Gonter remembers when, in the 1950s, Bishop John Swint bought the 60-acre cow pasture from the Sisters of Mount de Chantal and donated it to the Jesuits to found Wheeling Jesuit.

Fleming says because of this shared history and shared educational values, it was common for Jesuit schools and schools led by the Sisters of the Visitation to establish close to each other throughout the years.

He explains that Jesuit educational traditions developed during the Renaissance period in Western Europe.

"We grew at a time when the traditional humanist education -- rhetoric, Latin, and the arts -- was combining for the first time with what we would call vocational education, but what would become the universities of Western Europe," Fleming says.

He says many of the first Jesuits were humanists, meaning they were students of philosophies and ethical perspectives that emphasize the value of human beings, and generally place more importance on rational thought than strict faith. When the Jesuits began to establish educational facilities of their own, these values were core components.

"The whole point of the humanist education was that if you learned these things -- art, music, literature, mathematics, science -- you would be a better person. It wasn't that you were going to be smarter; it was that you were actually going to be a better person.
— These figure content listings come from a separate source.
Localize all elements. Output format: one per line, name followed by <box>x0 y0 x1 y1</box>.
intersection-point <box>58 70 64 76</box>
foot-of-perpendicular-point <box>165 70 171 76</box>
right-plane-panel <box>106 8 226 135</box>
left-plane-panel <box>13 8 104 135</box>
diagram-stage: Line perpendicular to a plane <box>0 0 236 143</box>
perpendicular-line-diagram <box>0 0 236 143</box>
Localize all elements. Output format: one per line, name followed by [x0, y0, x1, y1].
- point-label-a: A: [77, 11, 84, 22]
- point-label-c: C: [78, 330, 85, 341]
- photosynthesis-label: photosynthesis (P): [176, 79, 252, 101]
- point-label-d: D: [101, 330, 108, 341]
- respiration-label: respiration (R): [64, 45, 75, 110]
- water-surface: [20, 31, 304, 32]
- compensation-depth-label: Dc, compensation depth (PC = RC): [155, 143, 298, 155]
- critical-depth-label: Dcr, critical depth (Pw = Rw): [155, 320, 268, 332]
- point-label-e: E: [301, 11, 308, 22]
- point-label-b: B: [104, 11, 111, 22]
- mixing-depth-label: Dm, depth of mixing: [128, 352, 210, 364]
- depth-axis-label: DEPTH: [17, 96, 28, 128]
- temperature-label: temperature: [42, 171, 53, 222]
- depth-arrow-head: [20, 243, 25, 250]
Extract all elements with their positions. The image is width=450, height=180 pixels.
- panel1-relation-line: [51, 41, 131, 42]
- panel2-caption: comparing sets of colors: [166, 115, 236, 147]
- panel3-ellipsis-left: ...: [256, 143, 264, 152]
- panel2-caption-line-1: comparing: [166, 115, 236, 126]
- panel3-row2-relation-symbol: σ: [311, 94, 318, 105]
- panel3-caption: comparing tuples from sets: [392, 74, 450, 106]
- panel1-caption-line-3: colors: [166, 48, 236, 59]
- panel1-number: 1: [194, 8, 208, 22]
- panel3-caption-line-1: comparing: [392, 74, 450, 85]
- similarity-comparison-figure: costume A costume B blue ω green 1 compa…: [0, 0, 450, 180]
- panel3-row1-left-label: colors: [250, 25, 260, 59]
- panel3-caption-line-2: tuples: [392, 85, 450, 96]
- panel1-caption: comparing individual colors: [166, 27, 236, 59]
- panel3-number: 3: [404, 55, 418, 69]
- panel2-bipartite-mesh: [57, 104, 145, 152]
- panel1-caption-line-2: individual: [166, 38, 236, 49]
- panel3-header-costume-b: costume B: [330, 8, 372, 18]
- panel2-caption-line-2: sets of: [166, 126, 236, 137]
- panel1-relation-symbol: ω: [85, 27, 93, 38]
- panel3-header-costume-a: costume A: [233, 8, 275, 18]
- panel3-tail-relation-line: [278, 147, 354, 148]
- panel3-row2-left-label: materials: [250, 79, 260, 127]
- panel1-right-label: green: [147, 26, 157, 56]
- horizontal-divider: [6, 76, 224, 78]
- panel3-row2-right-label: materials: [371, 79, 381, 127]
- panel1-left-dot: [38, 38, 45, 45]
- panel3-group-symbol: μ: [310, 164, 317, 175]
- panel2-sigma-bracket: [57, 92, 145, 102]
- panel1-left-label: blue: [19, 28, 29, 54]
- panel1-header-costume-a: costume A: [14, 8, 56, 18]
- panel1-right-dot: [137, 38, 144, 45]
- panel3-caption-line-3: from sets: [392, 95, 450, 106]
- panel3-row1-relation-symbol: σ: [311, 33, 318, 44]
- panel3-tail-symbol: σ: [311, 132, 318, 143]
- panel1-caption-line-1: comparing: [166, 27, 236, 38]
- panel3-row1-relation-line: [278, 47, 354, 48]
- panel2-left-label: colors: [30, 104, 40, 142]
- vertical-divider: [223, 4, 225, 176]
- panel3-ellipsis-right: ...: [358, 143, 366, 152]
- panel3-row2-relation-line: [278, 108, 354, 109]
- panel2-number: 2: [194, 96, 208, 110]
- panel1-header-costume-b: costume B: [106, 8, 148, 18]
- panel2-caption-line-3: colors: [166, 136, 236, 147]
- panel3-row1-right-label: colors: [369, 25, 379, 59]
You would be more human, more 'humane,' as we say. So you would be a better human being if you had this information in your lexicon of things to do in the world."

Fleming says this emphasis on the arts, with the aim of molding students into more humane versions of themselves, is still central to the Jesuit model of education and is a vision of education that the Jesuits have long shared with the Sisters of the Visitation.

He's looking forward to seeing the renovation of the 5,000-square-foot space in the WJU Center for Educational Technologies, transforming it into the new home of the university's Department of Music. The space will house a recital hall, a study lounge, multiple practice rooms, an artist-in-residence studio, a director's office and the Sisters of the Visitation Art Gallery, which will showcase Mount de Chantal antiques and archival materials, along with WJU student art.